Wednesday, 3 July 2013

I love BBC Radio 4, but...

The other day I was listening to a podcast from BBC Radio's Archive on 4, entitled Writers and Radio. The idea of the programme was to interview a number of British writers who were born in that pre-1950s period before television became ever-present in the British sitting room, and radio was at the heart of home entertainment. The programme explored what influence on their writing early listening to the radio might have had. Fascinating in prospect - I certainly recall and cherish its influence on me.
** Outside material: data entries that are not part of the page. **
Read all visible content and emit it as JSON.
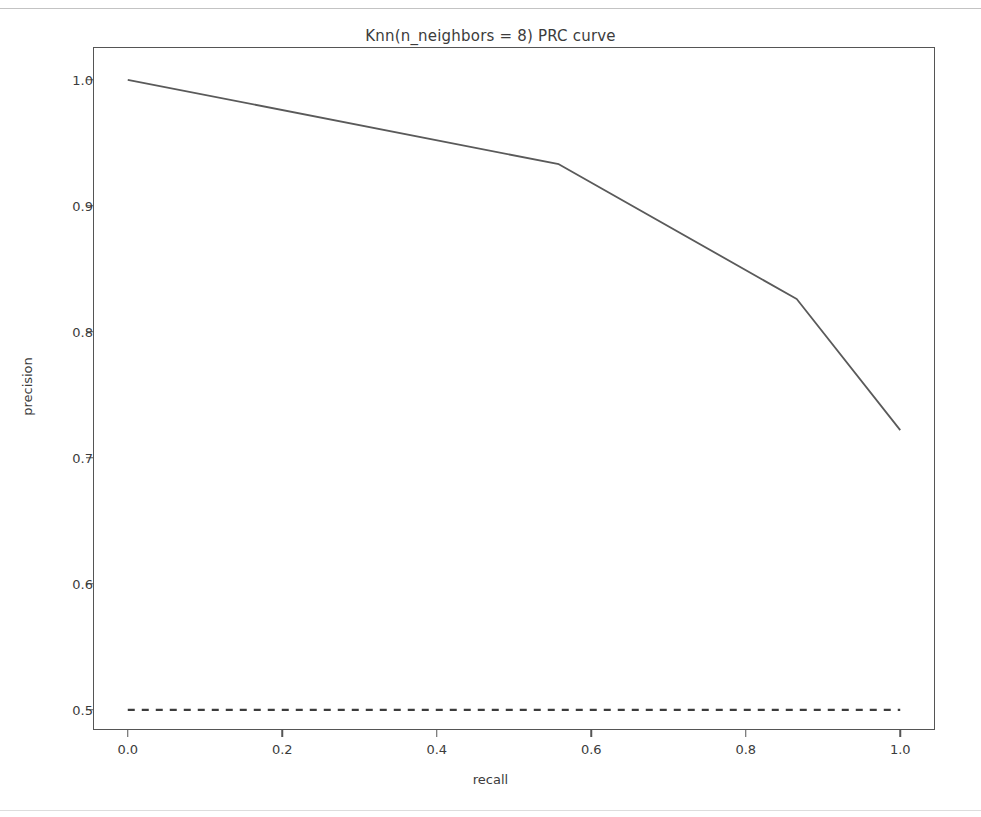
{
  "chart_data": {
    "type": "line",
    "title": "Knn(n_neighbors = 8) PRC curve",
    "xlabel": "recall",
    "ylabel": "precision",
    "xlim": [
      -0.045,
      1.045
    ],
    "ylim": [
      0.484,
      1.026
    ],
    "grid": false,
    "legend": null,
    "xticks": [
      {
        "value": 0.0,
        "label": "0.0"
      },
      {
        "value": 0.2,
        "label": "0.2"
      },
      {
        "value": 0.4,
        "label": "0.4"
      },
      {
        "value": 0.6,
        "label": "0.6"
      },
      {
        "value": 0.8,
        "label": "0.8"
      },
      {
        "value": 1.0,
        "label": "1.0"
      }
    ],
    "yticks": [
      {
        "value": 0.5,
        "label": "0.5"
      },
      {
        "value": 0.6,
        "label": "0.6"
      },
      {
        "value": 0.7,
        "label": "0.7"
      },
      {
        "value": 0.8,
        "label": "0.8"
      },
      {
        "value": 0.9,
        "label": "0.9"
      },
      {
        "value": 1.0,
        "label": "1.0"
      }
    ],
    "series": [
      {
        "name": "prc-curve",
        "style": "solid",
        "color": "#5a5a5a",
        "x": [
          0.0,
          0.558,
          0.866,
          1.0
        ],
        "y": [
          1.0,
          0.933,
          0.826,
          0.722
        ]
      },
      {
        "name": "baseline",
        "style": "dashed",
        "color": "#3c3c3c",
        "x": [
          0.0,
          1.0
        ],
        "y": [
          0.5,
          0.5
        ]
      }
    ]
  }
}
The more I listened, though, the more I felt that the title was a misnomer: it should have read Upper Middle Class Southern Writers and Radio. So BBC Radio 4. The only guests on the hour-long programme were:

Andrew Motion educated Radley College, University College Oxford
Alan Hollinghurst, Cranford School, Magdalen College Oxford
Richard Holmes, Downside School, Churchill College Cambridge
Posy Simmonds Queen Anne's School, Sorbonne Paris, Central School of Art & Design
Tessa Hadley, school unknown but another Cambridge graduate.
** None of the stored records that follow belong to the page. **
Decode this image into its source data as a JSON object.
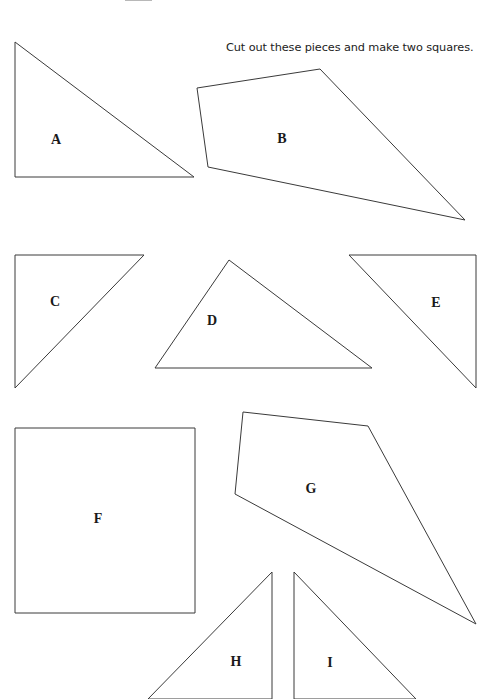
{
  "worksheet": {
    "instruction": "Cut out these pieces and make two squares.",
    "pieces": [
      {
        "label": "A",
        "shape": "right-triangle",
        "points": "15,42 15,177 194,177",
        "label_pos": [
          56,
          140
        ]
      },
      {
        "label": "B",
        "shape": "quadrilateral",
        "points": "197,88 320,69 465,220 208,167",
        "label_pos": [
          282,
          139
        ]
      },
      {
        "label": "C",
        "shape": "right-triangle",
        "points": "15,255 144,255 15,388",
        "label_pos": [
          55,
          302
        ]
      },
      {
        "label": "D",
        "shape": "triangle",
        "points": "229,260 155,368 372,368",
        "label_pos": [
          212,
          321
        ]
      },
      {
        "label": "E",
        "shape": "right-triangle",
        "points": "349,255 476,255 476,388",
        "label_pos": [
          436,
          303
        ]
      },
      {
        "label": "F",
        "shape": "square",
        "points": "15,428 195,428 195,613 15,613",
        "label_pos": [
          98,
          519
        ]
      },
      {
        "label": "G",
        "shape": "quadrilateral",
        "points": "243,412 368,426 476,624 235,494",
        "label_pos": [
          311,
          489
        ]
      },
      {
        "label": "H",
        "shape": "right-triangle",
        "points": "272,572 272,699 148,699",
        "label_pos": [
          236,
          662
        ]
      },
      {
        "label": "I",
        "shape": "right-triangle",
        "points": "294,572 294,699 416,699",
        "label_pos": [
          330,
          663
        ]
      }
    ],
    "colors": {
      "background": "#ffffff",
      "outline": "#3a3a3a",
      "text": "#1a1a1a"
    }
  }
}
Each of these a welcome contributor in their own right, but what a narrow spectrum to represent 'Writers and Radio'. I was interested enough to hear one story about cosy listening to the radio at prep school but by the time it got to the third it became a little wearisome. The succession of RP voices began to meld into another so I quickly lost sense of who was whom.
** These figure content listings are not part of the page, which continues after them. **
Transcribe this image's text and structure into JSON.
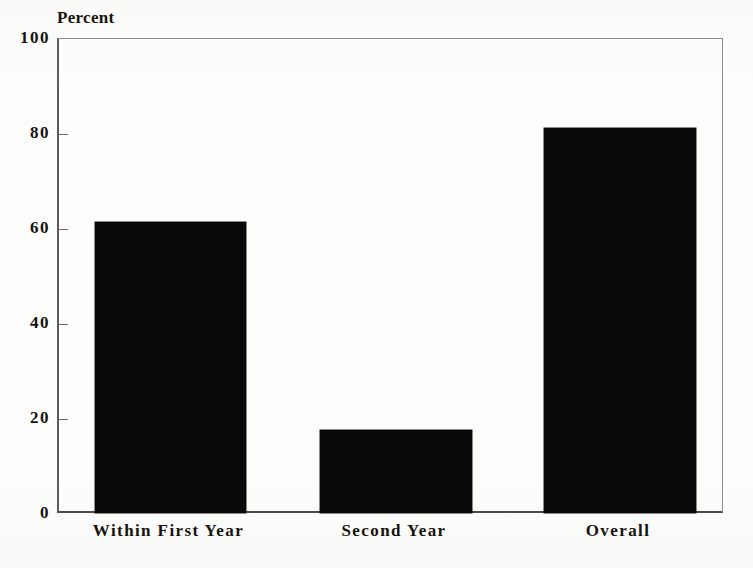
{
  "chart_data": {
    "type": "bar",
    "title": "",
    "xlabel": "",
    "ylabel": "Percent",
    "ylim": [
      0,
      100
    ],
    "yticks": [
      0,
      20,
      40,
      60,
      80,
      100
    ],
    "ytick_labels": [
      "0",
      "20",
      "40",
      "60",
      "80",
      "100"
    ],
    "grid": false,
    "legend": "none",
    "categories": [
      "Within First Year",
      "Second Year",
      "Overall"
    ],
    "values": [
      61.5,
      17.7,
      81.3
    ],
    "series": [
      {
        "name": "Percent",
        "values": [
          61.5,
          17.7,
          81.3
        ],
        "color": "#0a0a0a"
      }
    ],
    "bars": [
      {
        "label": "Within First Year",
        "value": 61.5
      },
      {
        "label": "Second Year",
        "value": 17.7
      },
      {
        "label": "Overall",
        "value": 81.3
      }
    ]
  },
  "axis": {
    "title": "Percent",
    "tick_color": "#6a6a6a",
    "frame_color": "#5d5d5d"
  },
  "colors": {
    "background": "#fdfdfb",
    "bar_fill": "#0a0a0a",
    "text": "#16130f"
  }
}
Where were the Northern voices and writers of this vintage? There's a rich choice from literature and broadcasting - off the top of my head: Alan Bleasdale, Willy Russell, Alan Bennett, Victoria Wood, Barry Hines, Dick Clement and Ian La Frenais. This is not to mention a range of possible contributors from Scotland, Wales and Ireland.

And, considering this is an 'archive' programme why was it restricted to present-day interviews? A little research could surely have provided a rich vein of comment from writers no longer with us: Alan Plater, Alan Sillitoe, Stan Barstow, Shelagh Delaney, Keith Waterhouse, Dylan Thomas - just to provide some more top-of-the-head examples.

Perhaps the clue lies in the choice of presenter/interviewer: Susannah Clapp, co-founder of the London Review of Books.

Archive on 4 is a luxurious sixty minutes - plenty of time to introduce a wide range of experiences from across the geographical and class divide. I'm not asking for quota representation, but in diversity we find riches.